The Curious World of Frinton-on-Sea
Part 1 embedded, Part 2 here.
Total running time: approx 40 mins
This documentary is an absolute gem, in the tradition of Errol Morris it finds the profound in the utterly banal, without resorting to postmodern sneering. The subject is a sleepy English seaside town, one of those places where uptight, keeping up appearances, Edwardian sensibilities hang by a thread, appropriately enough at the nation’s edge. This is a culture that was satirized in Dad’s army as being obsolete 40 years ago and which Orwell railed against even earlier in Keep the Aspadistra Flying, but it still lives in Frinton on Sea.

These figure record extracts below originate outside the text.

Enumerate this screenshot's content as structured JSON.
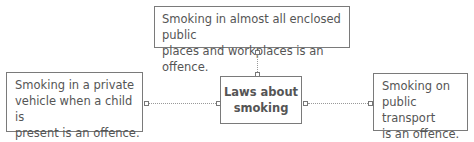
{
  "diagram": {
    "center": {
      "line1": "Laws about",
      "line2": "smoking"
    },
    "top": {
      "line1": "Smoking in almost all enclosed public",
      "line2": "places and workplaces is an offence."
    },
    "left": {
      "line1": "Smoking in a private",
      "line2": "vehicle when a child is",
      "line3": "present is an offence."
    },
    "right": {
      "line1": "Smoking on",
      "line2": "public transport",
      "line3": "is an offence."
    }
  }
}
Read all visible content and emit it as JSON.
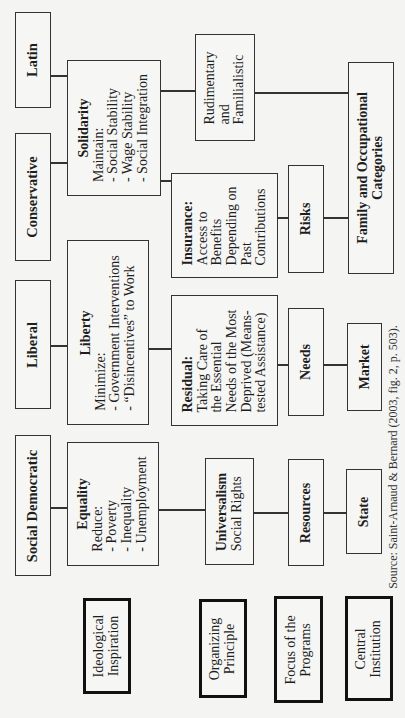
{
  "regimes": {
    "latin": "Latin",
    "conservative": "Conservative",
    "liberal": "Liberal",
    "social_democratic": "Social Democratic"
  },
  "ideological": {
    "solidarity": {
      "title": "Solidarity",
      "lines": [
        "Maintain:",
        "- Social Stability",
        "- Wage Stability",
        "- Social Integration"
      ]
    },
    "liberty": {
      "title": "Liberty",
      "lines": [
        "Minimize:",
        "- Government Interventions",
        "- “Disincentives” to Work"
      ]
    },
    "equality": {
      "title": "Equality",
      "lines": [
        "Reduce:",
        "- Poverty",
        "- Inequality",
        "- Unemployment"
      ]
    }
  },
  "organizing": {
    "rudimentary": [
      "Rudimentary",
      "and",
      "Familialistic"
    ],
    "insurance": {
      "title": "Insurance:",
      "lines": [
        "Access to",
        "Benefits",
        "Depending on",
        "Past",
        "Contributions"
      ]
    },
    "residual": {
      "title": "Residual:",
      "lines": [
        "Taking Care of",
        "the Essential",
        "Needs of the Most",
        "Deprived (Means-",
        "tested Assistance)"
      ]
    },
    "universalism": {
      "title": "Universalism",
      "lines": [
        "Social Rights"
      ]
    }
  },
  "focus": {
    "risks": "Risks",
    "needs": "Needs",
    "resources": "Resources"
  },
  "institution": {
    "family": [
      "Family and Occupational",
      "Categories"
    ],
    "market": "Market",
    "state": "State"
  },
  "legend": {
    "ideological_inspiration": [
      "Ideological",
      "Inspiration"
    ],
    "organizing_principle": [
      "Organizing",
      "Principle"
    ],
    "focus_of_programs": [
      "Focus of the",
      "Programs"
    ],
    "central_institution": [
      "Central",
      "Institution"
    ]
  },
  "source": "Source: Saint-Arnaud & Bernard (2003, fig. 2, p. 503)."
}
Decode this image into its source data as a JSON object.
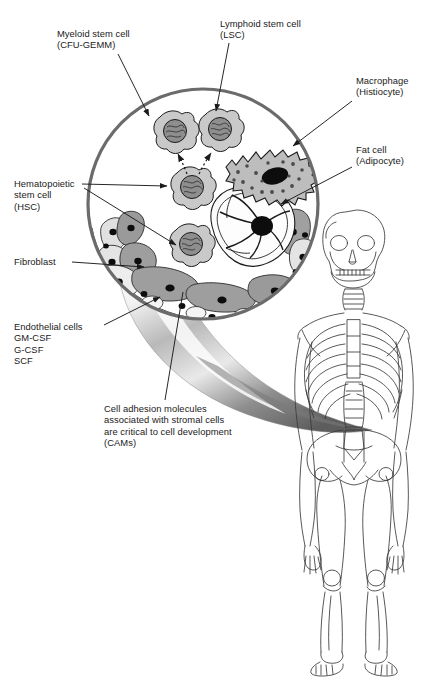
{
  "figure": {
    "background": "#ffffff",
    "width": 431,
    "height": 679
  },
  "colors": {
    "outline": "#1a1a1a",
    "circle_border": "#6b6b6b",
    "stem_cell_body": "#c9c9c9",
    "stem_cell_nucleus": "#8e8e8e",
    "macrophage_body": "#bdbdbd",
    "macrophage_nucleus": "#0d0d0d",
    "fat_cell_body": "#fafafa",
    "fat_cell_nucleus": "#0d0d0d",
    "fibroblast_light": "#e3e3e3",
    "fibroblast_dark": "#9e9e9e",
    "endothelial_fill": "#efefef",
    "cone_highlight": "#fdfdfd",
    "cone_shadow": "#6e6e6e",
    "skeleton_line": "#3a3a3a",
    "text": "#1a1a1a"
  },
  "labels": [
    {
      "id": "myeloid-stem-cell",
      "name": "label-myeloid-stem-cell",
      "lines": [
        "Myeloid stem cell",
        "(CFU-GEMM)"
      ],
      "text": "Myeloid stem cell\n(CFU-GEMM)",
      "x": 57,
      "y": 28,
      "align": "left",
      "leader": {
        "from": [
          125,
          55
        ],
        "to": [
          148,
          115
        ],
        "arrow": true
      }
    },
    {
      "id": "lymphoid-stem-cell",
      "name": "label-lymphoid-stem-cell",
      "lines": [
        "Lymphoid stem cell",
        "(LSC)"
      ],
      "text": "Lymphoid stem cell\n(LSC)",
      "x": 220,
      "y": 18,
      "align": "left",
      "leader": {
        "from": [
          228,
          45
        ],
        "to": [
          216,
          112
        ],
        "arrow": true
      }
    },
    {
      "id": "macrophage",
      "name": "label-macrophage",
      "lines": [
        "Macrophage",
        "(Histiocyte)"
      ],
      "text": "Macrophage\n(Histiocyte)",
      "x": 356,
      "y": 75,
      "align": "left",
      "leader": {
        "from": [
          352,
          100
        ],
        "to": [
          294,
          145
        ],
        "arrow": true
      }
    },
    {
      "id": "fat-cell",
      "name": "label-fat-cell",
      "lines": [
        "Fat cell",
        "(Adipocyte)"
      ],
      "text": "Fat cell\n(Adipocyte)",
      "x": 356,
      "y": 144,
      "align": "left",
      "leader": {
        "from": [
          352,
          166
        ],
        "to": [
          281,
          202
        ],
        "arrow": true
      }
    },
    {
      "id": "hematopoietic-stem-cell",
      "name": "label-hematopoietic-stem-cell",
      "lines": [
        "Hematopoietic",
        "stem cell",
        "(HSC)"
      ],
      "text": "Hematopoietic\nstem cell\n(HSC)",
      "x": 14,
      "y": 178,
      "align": "left",
      "leaders": [
        {
          "from": [
            82,
            183
          ],
          "to": [
            165,
            186
          ],
          "arrow": true
        },
        {
          "from": [
            82,
            186
          ],
          "to": [
            175,
            245
          ],
          "arrow": true
        }
      ]
    },
    {
      "id": "fibroblast",
      "name": "label-fibroblast",
      "lines": [
        "Fibroblast"
      ],
      "text": "Fibroblast",
      "x": 14,
      "y": 258,
      "align": "left",
      "leader": {
        "from": [
          72,
          262
        ],
        "to": [
          144,
          267
        ],
        "arrow": true
      }
    },
    {
      "id": "endothelial-cells",
      "name": "label-endothelial-cells",
      "lines": [
        "Endothelial cells",
        "GM-CSF",
        "G-CSF",
        "SCF"
      ],
      "text": "Endothelial cells\nGM-CSF\nG-CSF\nSCF",
      "x": 14,
      "y": 321,
      "align": "left",
      "leader": {
        "from": [
          105,
          325
        ],
        "to": [
          158,
          295
        ],
        "arrow": true
      }
    },
    {
      "id": "cams",
      "name": "label-cell-adhesion-molecules",
      "lines": [
        "Cell adhesion molecules",
        "associated with stromal cells",
        "are critical to cell development",
        "(CAMs)"
      ],
      "text": "Cell adhesion molecules\nassociated with stromal cells\nare critical to cell development\n(CAMs)",
      "x": 104,
      "y": 403,
      "align": "left",
      "leader": {
        "from": [
          168,
          398
        ],
        "to": [
          183,
          298
        ],
        "arrow": false
      }
    }
  ],
  "diagram": {
    "circle": {
      "cx": 203,
      "cy": 204,
      "r": 116,
      "stroke": "#6b6b6b",
      "stroke_width": 3.2
    },
    "cells": [
      {
        "name": "myeloid-stem-cell",
        "cx": 172,
        "cy": 130,
        "r": 17,
        "type": "stem"
      },
      {
        "name": "lymphoid-stem-cell",
        "cx": 218,
        "cy": 128,
        "r": 17,
        "type": "stem"
      },
      {
        "name": "hematopoietic-stem-cell-upper",
        "cx": 190,
        "cy": 186,
        "r": 17,
        "type": "stem"
      },
      {
        "name": "hematopoietic-stem-cell-lower",
        "cx": 189,
        "cy": 243,
        "r": 17,
        "type": "stem"
      },
      {
        "name": "macrophage-histiocyte",
        "cx": 268,
        "cy": 168,
        "type": "macrophage"
      },
      {
        "name": "fat-cell-adipocyte",
        "cx": 248,
        "cy": 233,
        "type": "adipocyte"
      }
    ],
    "differentiation_arrows": [
      {
        "from": [
          186,
          178
        ],
        "to": [
          175,
          152
        ],
        "style": "dotted"
      },
      {
        "from": [
          197,
          178
        ],
        "to": [
          211,
          150
        ],
        "style": "dotted"
      }
    ],
    "cone": {
      "description": "curved conical magnifier stem from marrow circle to skeleton",
      "gradient_from": "#ffffff",
      "gradient_to": "#5f5f5f"
    },
    "skeleton": {
      "name": "human-skeleton",
      "x": 300,
      "y": 195,
      "width": 128,
      "height": 470,
      "stroke": "#3a3a3a"
    }
  }
}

This calcified culture that has only recently begun to emerge in America, where middle class people, or to paraphrase Evelyn Waugh, ‘upper lower middle class’ people emulate the veneer of respectability displayed by the public face of the powerful, without enjoying the private debauchery. Its a sick joke that is played by the rich on the modest, the world over, where ordinary people suffer humdrum in exchange for a caricature of dignity.
When people talk about the hypocrisy of suburbia, as if the few people who are secretly sleeping around and snorting coke after church on Sunday are proof of endemic problems, they miss the point. Where I have encountered it, this Janus like culture seems to be the norm in the upper echelons of society, from the Hamptons to Hampshire, whereas in places like Frinton-on-Sea there are many people who actually live the lives that the Victorians pretended to. Its a raw deal.
Here, a BBC team pokes back at the ‘twitching net curtains’ of exburbia, to examine the traumatic impact of the decision to automate the town’s railroad crossing and the resulting local outcry. The result is a small socio-anthropological masterpiece.